Researchers at Binghamton University are using an open-source graphics processor unit (GPU) to push the devices' performance and application.
Binghamton University computer science assistant professor Timothy Miller, assistant professor Aaron Carpenter, and graduate student Philip Dexterm, along with co-author Jeff Bush, have developed Nyami, a synthesizable GPU architectural model for general-purpose and graphics-specific workloads. This marks the first time a team has taken an open-source GPU design and run a series of experiments on it to see how different hardware and software configurations would affect the circuit's performance.
According to Miller, the results will help other scientists make their own GPUs and push computing power to the next level.
The research is described in "Nyami: A Synthesizable GPU Architectural Model for General-Purpose and Graphics-Specific Workloads," presented at the 2015 IEEE International Symposium on Performance Analysis of Systems and Software.
"As a researcher, it's important to have tools for realistically evaluating new ideas that may improve performance, energy efficiency, or other challenges in processor architecture," Miller says. "While simulators may take shortcuts, an actual synthesizable open source processor can't cut any corners, so we can say that any experimental results we get are especially reliable."
GPUs have existed for about 40 years and are typically found on commercial video or graphics cards inside of a computer or gaming console. The specialized circuits have computing power designed to make images appear smoother and more vibrant on a screen. There has recently been a movement to see if the chip can be applied to non-graphical computations such as algorithms processing large chunks of data.

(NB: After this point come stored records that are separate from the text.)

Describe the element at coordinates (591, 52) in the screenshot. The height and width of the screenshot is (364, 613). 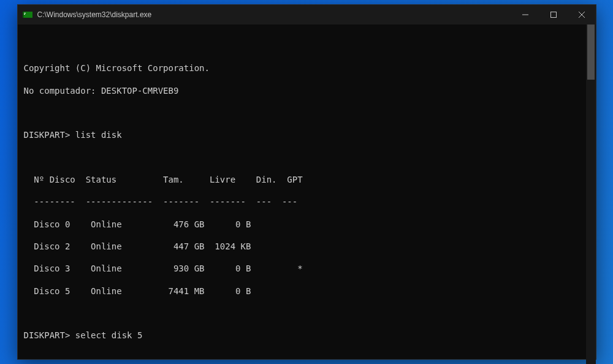
I see `scrollbar-thumb` at that location.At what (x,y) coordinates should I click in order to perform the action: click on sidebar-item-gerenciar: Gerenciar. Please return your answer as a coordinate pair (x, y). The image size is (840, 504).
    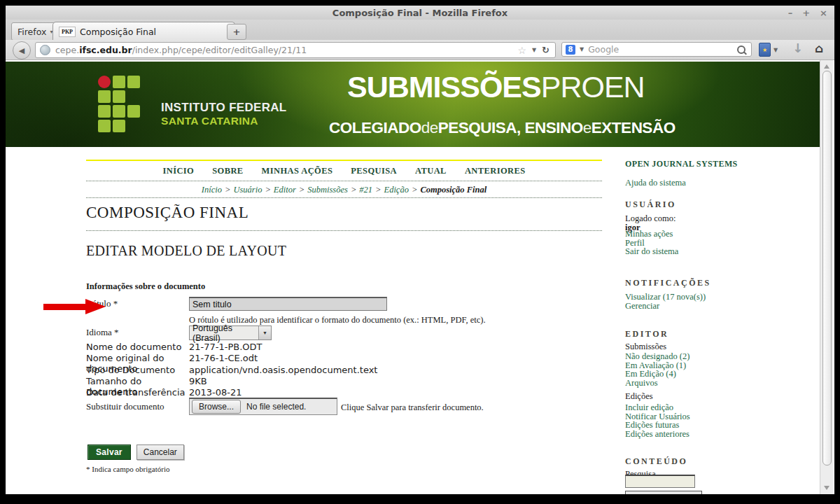
    Looking at the image, I should click on (665, 307).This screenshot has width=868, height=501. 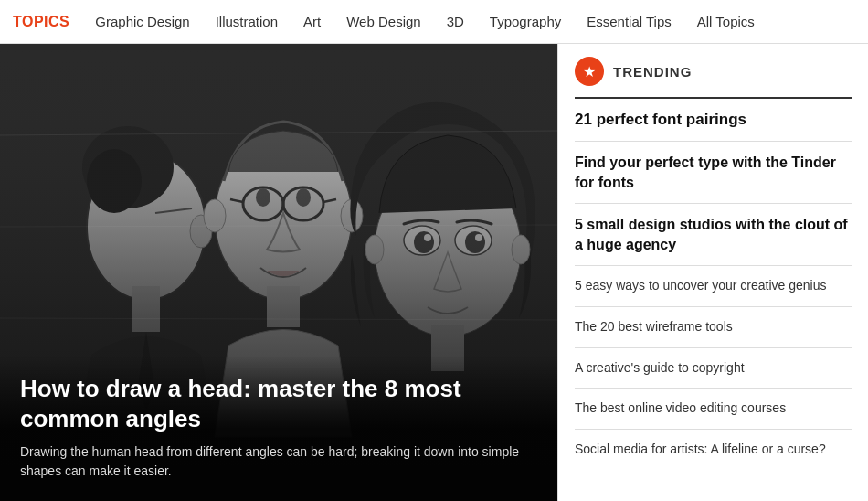 I want to click on nav-item-graphic-design: Graphic Design, so click(x=143, y=22).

"We weren't necessarily looking for novelty in the results, so much as we wanted to create a new tool and then show how it could be used," says Carpenter. "I hope people experiment more effectively on GPUs, as both hobbyists and researchers, creating a more efficient design for future GPUs."
The open-source GPU that the Binghamton team used for their research was the first of its kind. Although thousands of GPUs are produced each year commercially, this is the first that can be modified by enthusiasts and researchers to get a sense of how changes may affect mainstream chips. Bush, the director of software engineering at Roku, was the lead author on the paper.
"It was bad for the open-source community that GPU manufacturers had all decided to keep their chip specifications secret. That prevented open source developers from writing software that could utilize that hardware," Miller says. Miller began working on similar projects in 2004, while Bush started working on Nyami in 2010. "This makes it easier for other researchers to conduct experiments of their own, because they don't have to reinvent the wheel. With contributions from the 'open hardware' community, we can incorporate more creative ideas and produce an increasingly better tool."
The ramifications of the findings could make processors easier for researchers to work with and explore different design tradeoffs. Dexter, Miller, Carpenter, and Bush have paved a new road that could lead to discoveries affecting everything from space travel to heart surgery.
"I've got a list of paper research ideas we can explore using Nyuzi [the chip has since been renamed], focusing on various performance bottlenecks," Miller says. "The idea is to look for things that make Nyuzi inefficient compared to other GPUs and address those as research problems. We can also use Nyuzi as a platform for conducting research that isn't GPU-specific, like energy efficiency and reliability."